Wilfred Owen was born in Shropshire on 18th March 1893. He was the son of a railway worker and was educated at schools in Shrewsbury and Liverpool. Wilfred was encouraged to write poetry from an early age by his devoted mother. He couldn't afford university education, so decided to go abroad to teach English in France. Owen then volunteered for the Army in 1914 when the First World War was in action. After training he became an officer and was sent to France at the end of 1916, seeing services. The following year, Owen took part in the attacks on the German Hindenburg. When a huge shell burst near him, he was shell-shocked and sent back to England.
Owen was born in Oswestry, Shropshire and was the eldest son of a minor railroad official. A thoughtful, imaginative youth, he was greatly influenced by his Calvinist mother and developed an early interest in Romantic poets and poetry, especially in John Keats, whose influence can be seen in many of Owen's poems. Owen was a serious student, attending schools in Birkenhead and Shrews-bury. After failing to win a university scholarship in 1911, he became a lay assistant to the Vicar of Dunsden in Oxfordshire. Failing again to win a scholarship in 1913, Owen accepted a position teaching English at the Berlitz School in Bordeaux, France. There he met the Symbolist poet and pacifist Laurent Tailhade, who encouraged Owen to become a poet. In 1915, a year after the beginning of the Great War, Owen returned to England and enlisted in the Artist's Rifles. While training in London, he frequented Harold Monro's Poetry Bookshop, where he became acquainted with Monro and regularly at...

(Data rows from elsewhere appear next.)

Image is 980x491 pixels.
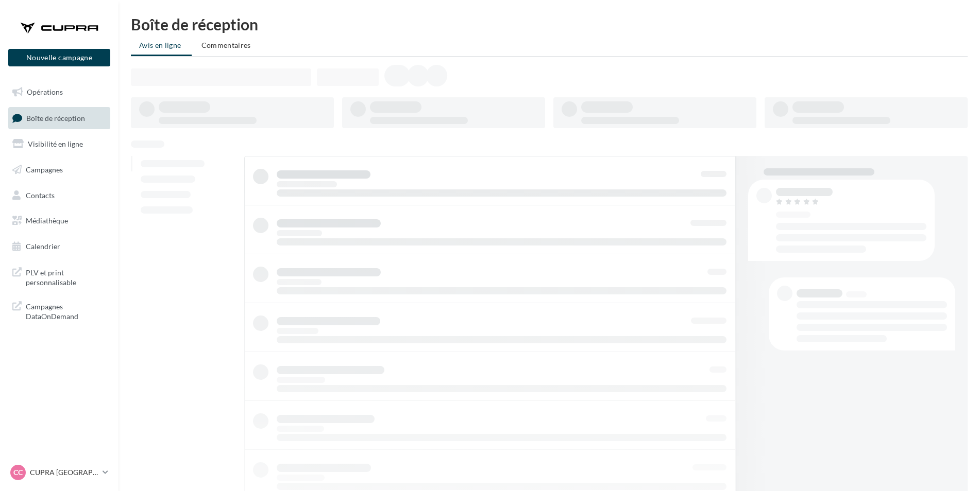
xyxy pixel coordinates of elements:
a: Opérations [7,81,113,103]
a: CC CUPRA [GEOGRAPHIC_DATA] [8,463,110,483]
span: Médiathèque [25,216,68,225]
a: Boîte de réception [7,107,113,129]
a: Campagnes DataOnDemand [7,296,113,326]
span: Campagnes DataOnDemand [25,300,106,322]
a: Calendrier [7,236,113,258]
span: Boîte de réception [26,113,85,122]
a: Visibilité en ligne [7,133,113,155]
a: Médiathèque [7,210,113,232]
span: Visibilité en ligne [28,140,83,149]
a: Campagnes [7,159,113,181]
div: Boîte de réception [131,16,968,32]
span: Contacts [25,190,54,200]
span: Commentaires [201,41,251,49]
a: Contacts [7,185,113,206]
button: Nouvelle campagne [8,49,110,67]
span: CC [13,467,23,478]
span: Opérations [27,88,62,96]
a: PLV et print personnalisable [7,262,113,292]
p: CUPRA [GEOGRAPHIC_DATA] [30,467,99,478]
span: Campagnes [25,165,62,174]
span: Calendrier [25,242,60,250]
span: PLV et print personnalisable [25,266,106,288]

ended up serving in World War I as the commander of an artillery battle. Upon his return
which he served as a member of the French army. After the war was finished, he
Moreover, he survived being wounded two times in battle during the Vietnam War during two separate tours. He was wounded a second time during a helicopter crash where he saved three soldiers and a general, despite his own wounds, which he received the heroism medal for. From there he obtained his masters degree and went on to command the 101st Airborne Division. Soon after he was serving in pivotal positions in Washington (LaFEBER, 2009).